Recorded data:
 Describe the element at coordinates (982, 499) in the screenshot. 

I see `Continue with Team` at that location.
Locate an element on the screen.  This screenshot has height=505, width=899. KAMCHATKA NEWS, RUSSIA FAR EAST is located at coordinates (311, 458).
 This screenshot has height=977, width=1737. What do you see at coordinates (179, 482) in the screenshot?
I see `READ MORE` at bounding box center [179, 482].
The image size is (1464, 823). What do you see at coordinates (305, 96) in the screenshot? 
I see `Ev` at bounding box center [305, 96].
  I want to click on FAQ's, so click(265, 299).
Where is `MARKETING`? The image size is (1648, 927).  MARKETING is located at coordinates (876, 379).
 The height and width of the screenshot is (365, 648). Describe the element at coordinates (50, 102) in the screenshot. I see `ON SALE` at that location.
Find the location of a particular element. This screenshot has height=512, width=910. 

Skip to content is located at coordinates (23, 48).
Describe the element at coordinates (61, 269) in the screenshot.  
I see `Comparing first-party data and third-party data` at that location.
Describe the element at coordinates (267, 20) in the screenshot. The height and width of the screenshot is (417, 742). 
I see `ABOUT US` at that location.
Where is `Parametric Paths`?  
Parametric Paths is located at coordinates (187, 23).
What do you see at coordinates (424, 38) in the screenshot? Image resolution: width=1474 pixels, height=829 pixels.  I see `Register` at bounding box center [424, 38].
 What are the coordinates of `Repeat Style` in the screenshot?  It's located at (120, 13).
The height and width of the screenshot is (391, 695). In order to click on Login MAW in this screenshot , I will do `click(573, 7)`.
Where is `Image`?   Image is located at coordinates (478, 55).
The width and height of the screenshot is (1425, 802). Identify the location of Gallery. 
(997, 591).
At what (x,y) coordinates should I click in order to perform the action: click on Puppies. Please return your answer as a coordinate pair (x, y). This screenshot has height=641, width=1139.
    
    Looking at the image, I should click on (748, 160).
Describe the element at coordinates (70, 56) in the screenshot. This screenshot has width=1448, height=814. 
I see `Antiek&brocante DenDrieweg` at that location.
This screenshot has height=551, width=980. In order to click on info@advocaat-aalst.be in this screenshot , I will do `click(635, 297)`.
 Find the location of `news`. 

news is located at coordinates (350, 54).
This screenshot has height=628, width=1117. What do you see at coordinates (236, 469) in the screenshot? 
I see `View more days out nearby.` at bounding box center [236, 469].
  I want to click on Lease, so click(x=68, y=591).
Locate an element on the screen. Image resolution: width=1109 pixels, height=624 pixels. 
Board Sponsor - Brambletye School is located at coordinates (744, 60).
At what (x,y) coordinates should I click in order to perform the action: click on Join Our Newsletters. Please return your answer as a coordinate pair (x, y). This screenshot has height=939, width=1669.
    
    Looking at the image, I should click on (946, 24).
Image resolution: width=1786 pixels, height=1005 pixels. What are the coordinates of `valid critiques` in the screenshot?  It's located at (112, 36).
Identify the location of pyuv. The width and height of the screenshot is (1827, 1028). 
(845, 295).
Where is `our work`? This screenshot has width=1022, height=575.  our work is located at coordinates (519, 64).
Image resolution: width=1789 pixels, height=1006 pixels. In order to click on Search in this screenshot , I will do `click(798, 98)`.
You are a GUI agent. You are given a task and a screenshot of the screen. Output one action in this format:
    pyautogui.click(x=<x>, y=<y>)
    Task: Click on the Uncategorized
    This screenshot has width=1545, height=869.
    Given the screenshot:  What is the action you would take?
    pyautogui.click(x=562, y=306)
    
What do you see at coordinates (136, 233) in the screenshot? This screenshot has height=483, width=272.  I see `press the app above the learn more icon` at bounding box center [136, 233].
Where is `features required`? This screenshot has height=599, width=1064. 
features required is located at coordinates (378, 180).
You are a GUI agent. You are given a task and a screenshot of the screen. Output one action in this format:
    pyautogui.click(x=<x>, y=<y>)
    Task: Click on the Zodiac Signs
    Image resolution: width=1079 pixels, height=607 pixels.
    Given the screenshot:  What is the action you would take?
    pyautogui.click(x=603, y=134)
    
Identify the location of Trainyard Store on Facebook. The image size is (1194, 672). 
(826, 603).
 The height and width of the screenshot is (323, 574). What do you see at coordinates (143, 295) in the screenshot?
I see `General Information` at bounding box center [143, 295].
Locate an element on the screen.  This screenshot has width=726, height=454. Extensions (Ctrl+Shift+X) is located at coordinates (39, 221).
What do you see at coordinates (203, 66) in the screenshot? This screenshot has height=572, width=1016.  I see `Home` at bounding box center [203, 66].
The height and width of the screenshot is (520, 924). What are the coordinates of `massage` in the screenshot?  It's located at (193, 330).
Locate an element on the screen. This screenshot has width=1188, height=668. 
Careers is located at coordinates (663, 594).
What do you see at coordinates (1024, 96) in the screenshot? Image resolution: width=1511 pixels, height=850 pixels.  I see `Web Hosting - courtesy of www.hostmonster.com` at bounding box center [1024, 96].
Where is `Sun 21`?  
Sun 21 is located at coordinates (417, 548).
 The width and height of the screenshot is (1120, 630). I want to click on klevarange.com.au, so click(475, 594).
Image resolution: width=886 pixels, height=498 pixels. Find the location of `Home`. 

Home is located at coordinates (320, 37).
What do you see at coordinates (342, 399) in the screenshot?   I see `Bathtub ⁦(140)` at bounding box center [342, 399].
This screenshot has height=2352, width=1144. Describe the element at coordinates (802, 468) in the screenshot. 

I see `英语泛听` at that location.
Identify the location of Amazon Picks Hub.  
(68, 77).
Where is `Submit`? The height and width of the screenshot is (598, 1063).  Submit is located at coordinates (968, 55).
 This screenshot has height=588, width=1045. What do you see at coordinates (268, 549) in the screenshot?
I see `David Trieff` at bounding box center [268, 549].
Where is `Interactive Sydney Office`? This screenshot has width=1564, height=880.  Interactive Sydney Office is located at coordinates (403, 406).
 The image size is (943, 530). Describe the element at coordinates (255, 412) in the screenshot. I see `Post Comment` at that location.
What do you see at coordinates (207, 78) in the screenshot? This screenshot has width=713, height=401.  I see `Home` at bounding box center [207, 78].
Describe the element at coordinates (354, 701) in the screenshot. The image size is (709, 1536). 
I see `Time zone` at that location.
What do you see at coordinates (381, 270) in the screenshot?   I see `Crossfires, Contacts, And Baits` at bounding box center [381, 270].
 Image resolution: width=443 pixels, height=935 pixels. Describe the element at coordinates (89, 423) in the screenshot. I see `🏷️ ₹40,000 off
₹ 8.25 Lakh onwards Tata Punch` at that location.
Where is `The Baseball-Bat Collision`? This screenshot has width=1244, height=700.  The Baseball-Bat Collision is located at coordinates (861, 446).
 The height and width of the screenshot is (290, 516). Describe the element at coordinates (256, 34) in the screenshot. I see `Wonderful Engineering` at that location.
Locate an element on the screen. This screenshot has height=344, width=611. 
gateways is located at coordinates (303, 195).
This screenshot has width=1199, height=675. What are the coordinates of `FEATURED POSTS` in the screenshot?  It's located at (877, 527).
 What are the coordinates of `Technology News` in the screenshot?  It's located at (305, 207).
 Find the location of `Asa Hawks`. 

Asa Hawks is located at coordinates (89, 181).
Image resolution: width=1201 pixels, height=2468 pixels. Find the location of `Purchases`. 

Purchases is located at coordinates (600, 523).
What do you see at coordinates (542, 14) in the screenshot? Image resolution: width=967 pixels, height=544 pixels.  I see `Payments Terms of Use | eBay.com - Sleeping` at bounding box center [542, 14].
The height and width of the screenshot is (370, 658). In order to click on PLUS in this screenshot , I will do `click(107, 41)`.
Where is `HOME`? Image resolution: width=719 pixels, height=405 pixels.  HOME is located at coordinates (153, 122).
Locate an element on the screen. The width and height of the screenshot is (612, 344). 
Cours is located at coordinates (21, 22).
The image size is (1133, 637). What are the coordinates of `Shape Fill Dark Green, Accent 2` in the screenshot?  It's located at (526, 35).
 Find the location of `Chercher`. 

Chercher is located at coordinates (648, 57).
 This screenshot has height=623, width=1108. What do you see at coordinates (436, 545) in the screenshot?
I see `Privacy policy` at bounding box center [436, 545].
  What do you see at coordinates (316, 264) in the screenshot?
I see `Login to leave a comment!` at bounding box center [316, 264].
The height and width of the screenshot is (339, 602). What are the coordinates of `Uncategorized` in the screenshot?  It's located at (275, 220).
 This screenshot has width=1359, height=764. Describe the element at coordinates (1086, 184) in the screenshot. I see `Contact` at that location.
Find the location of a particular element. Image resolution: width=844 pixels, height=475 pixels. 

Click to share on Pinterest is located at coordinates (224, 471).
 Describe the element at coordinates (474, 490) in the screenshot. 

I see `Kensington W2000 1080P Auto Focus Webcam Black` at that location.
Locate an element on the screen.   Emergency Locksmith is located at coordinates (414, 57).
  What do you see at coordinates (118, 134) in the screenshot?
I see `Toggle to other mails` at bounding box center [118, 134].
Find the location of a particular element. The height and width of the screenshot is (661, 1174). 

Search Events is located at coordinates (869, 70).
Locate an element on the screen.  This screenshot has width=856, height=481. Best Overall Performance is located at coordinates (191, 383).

Activity:
Starting at the line above that contains "The height and width of the screenshot is (391, 695).", write out each line exactly until the line that contains "This screenshot has width=1545, height=869." has been written, and stop there.

Task answer:
The height and width of the screenshot is (391, 695). In order to click on Login MAW in this screenshot , I will do `click(573, 7)`.
Where is `Image`?   Image is located at coordinates (478, 55).
The width and height of the screenshot is (1425, 802). Identify the location of Gallery. 
(997, 591).
At what (x,y) coordinates should I click in order to perform the action: click on Puppies. Please return your answer as a coordinate pair (x, y). This screenshot has height=641, width=1139.
    
    Looking at the image, I should click on (748, 160).
Describe the element at coordinates (70, 56) in the screenshot. This screenshot has width=1448, height=814. 
I see `Antiek&brocante DenDrieweg` at that location.
This screenshot has height=551, width=980. In order to click on info@advocaat-aalst.be in this screenshot , I will do `click(635, 297)`.
 Find the location of `news`. 

news is located at coordinates (350, 54).
This screenshot has height=628, width=1117. What do you see at coordinates (236, 469) in the screenshot? 
I see `View more days out nearby.` at bounding box center [236, 469].
  I want to click on Lease, so click(x=68, y=591).
Locate an element on the screen. Image resolution: width=1109 pixels, height=624 pixels. 
Board Sponsor - Brambletye School is located at coordinates (744, 60).
At what (x,y) coordinates should I click in order to perform the action: click on Join Our Newsletters. Please return your answer as a coordinate pair (x, y). This screenshot has height=939, width=1669.
    
    Looking at the image, I should click on (946, 24).
Image resolution: width=1786 pixels, height=1005 pixels. What are the coordinates of `valid critiques` in the screenshot?  It's located at (112, 36).
Identify the location of pyuv. The width and height of the screenshot is (1827, 1028). 
(845, 295).
Where is `our work`? This screenshot has width=1022, height=575.  our work is located at coordinates (519, 64).
Image resolution: width=1789 pixels, height=1006 pixels. In order to click on Search in this screenshot , I will do `click(798, 98)`.
You are a GUI agent. You are given a task and a screenshot of the screen. Output one action in this format:
    pyautogui.click(x=<x>, y=<y>)
    Task: Click on the Uncategorized
    This screenshot has width=1545, height=869.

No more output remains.